Sully is a divorced mother. She is also an astronaut, currently aboard The Aether on a return flight from Jupiter. This is the culmination of her career, the very reason for all the sacrifices she has made - the daughter she left behind, the marriage she couldn't save. When all communication goes silent, she is left wondering what she will be returning to.

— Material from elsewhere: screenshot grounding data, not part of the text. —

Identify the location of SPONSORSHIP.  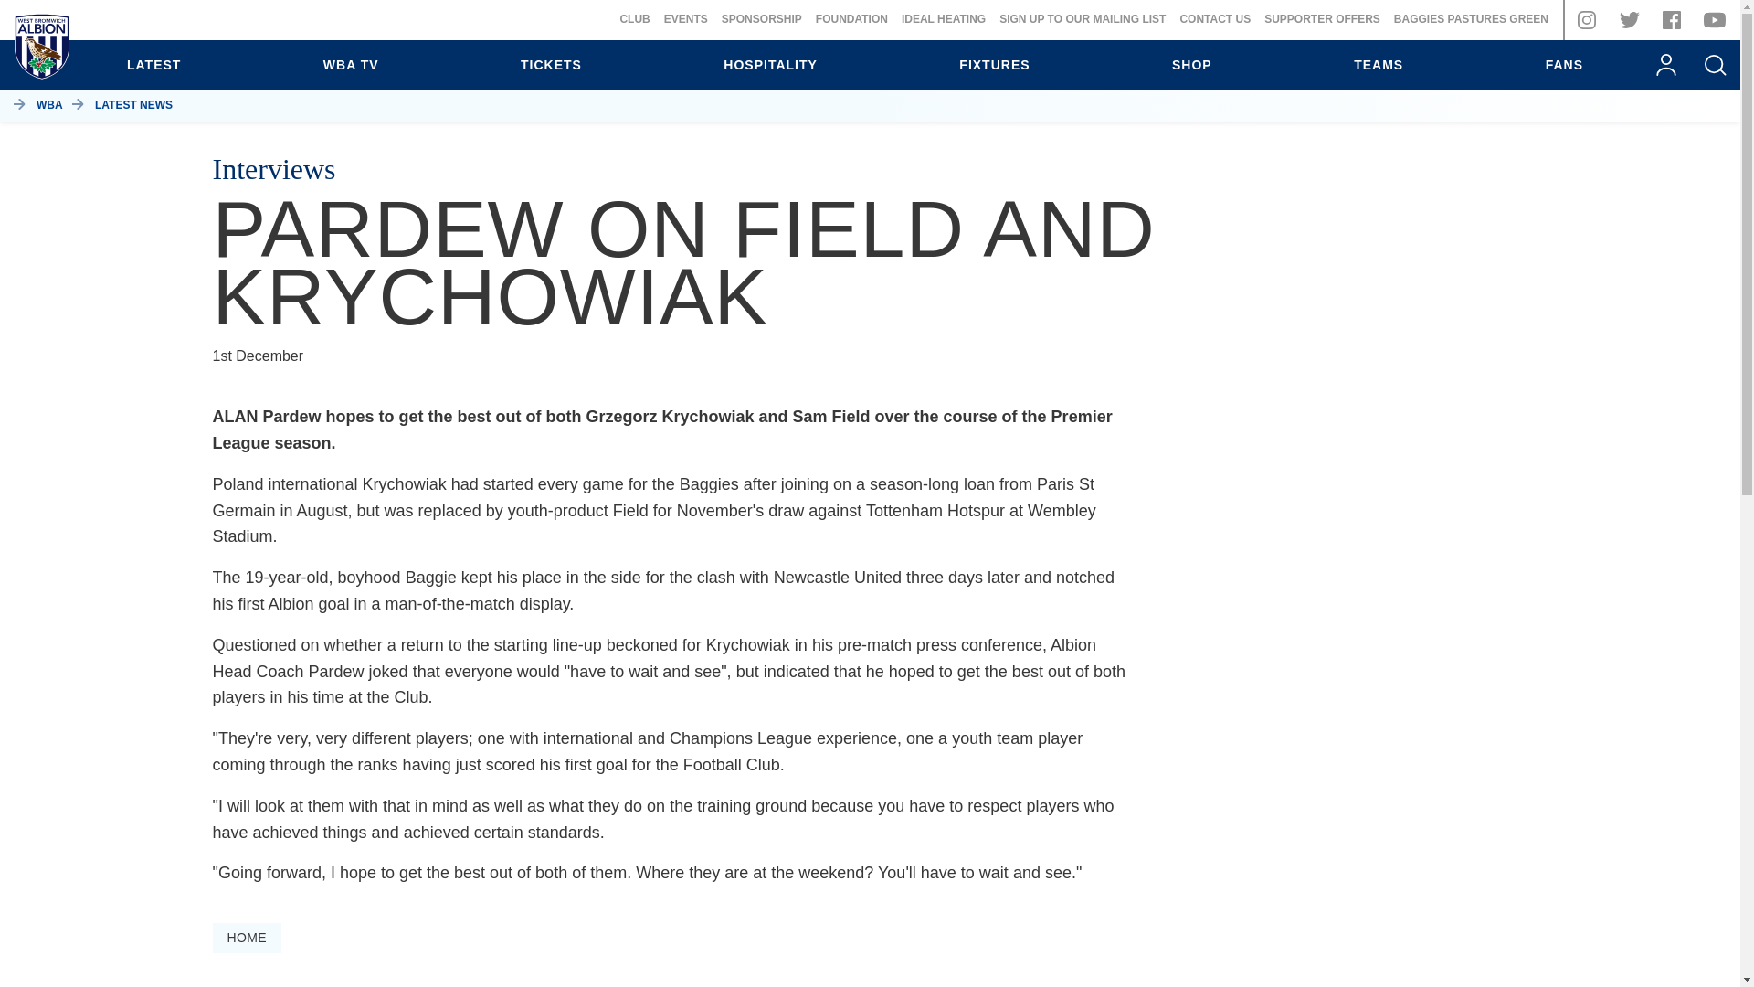
(761, 19).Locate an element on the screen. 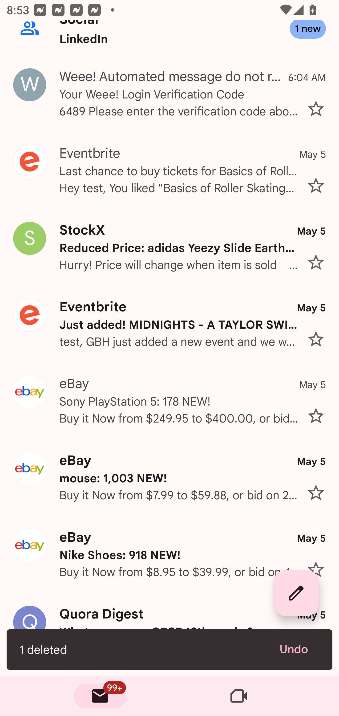  Undo is located at coordinates (300, 649).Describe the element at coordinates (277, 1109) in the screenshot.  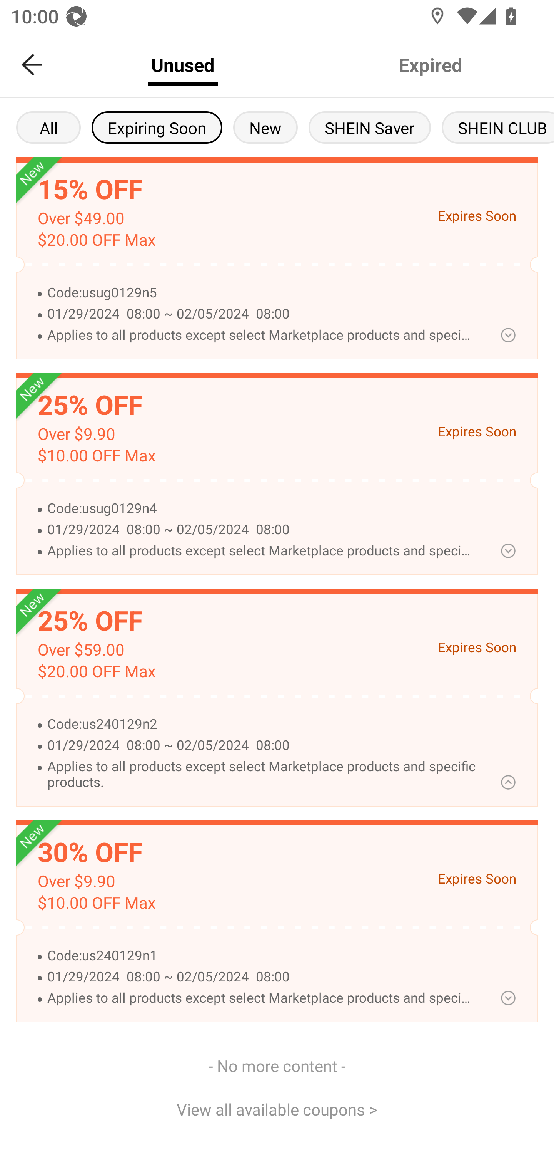
I see `View all available coupons >` at that location.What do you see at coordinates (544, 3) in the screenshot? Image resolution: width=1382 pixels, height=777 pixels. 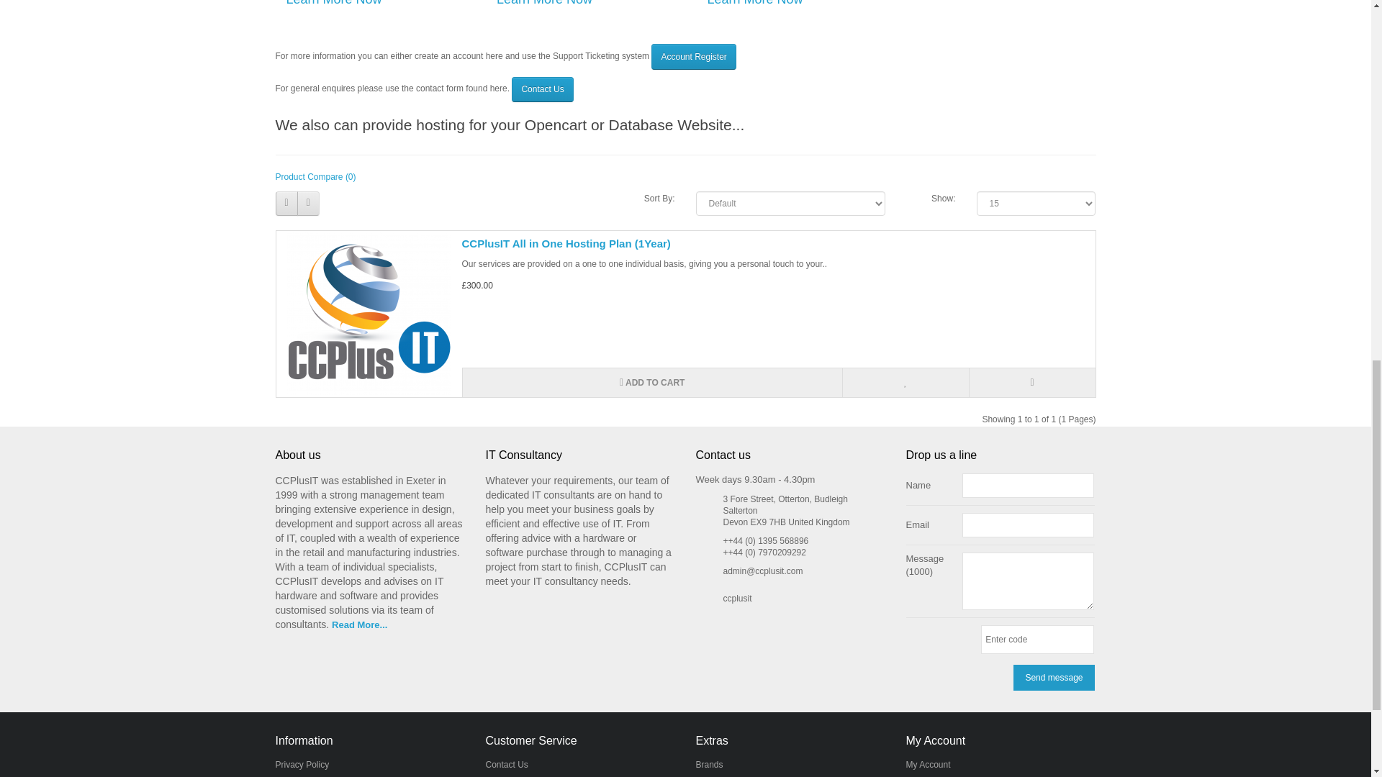 I see `Learn More Now` at bounding box center [544, 3].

Marooned in the vast silence of space and the achingly beautiful sweep of the Arctic, both Augustine and Sully begin to understand their place in the world, and what gives their life meaning. For only in the silence can we find out who we truly are.
PUBLISHERS WEEKLY
In Brooks-Dalton's (Motorcycles I've Loved) ambitious debut novel, the human population of Earth has gone silent, "as if there were no radio transmitters left in the world, or perhaps no souls to use them." At the Arctic's Barbeau Obervatory, renowned curmudgeon and astronomer Augustine, nearing 80, chooses to stay behind as his colleagues depart from the research station (in response to the unspecified crisis) so he can live out his life untethered from society. When he discovers Iris, a young girl "left behind like a forgotten piece of luggage," Augustine's life and his uninterrupted opportunity to "quantify the guts of infinity, to look back into the dawn of time and glimpse the very beginning" gets complicated. At the same time, the six-person crew of the Aether, the first manned flight to explore Jupiter and its moons, turns back toward Earth. Neither Augustine nor the crew of the Aether know what fate has befallen humanity, only that their entreaties remain unanswered, as if sentient life had never existed. When Augustine, a ham-radio enthusiast, catches the attention of Sully, the Aether's communications specialist, the two converse briefly. But time and space conspire to separate the planet's last remaining inhabitants. Brooks-Dalton's prose lights up the page in great swathes, her dialogue sharp and insightful, and the high-concept plot drives a story of place, elusive love, and the inexorable yearning for human contact. Although the book's two parallel threads often read less like a novel than a pair of expertly crafted if only tangentially related novellas, the memorable characters explore complex questions that resonate with the urgency of a glimpse into the void.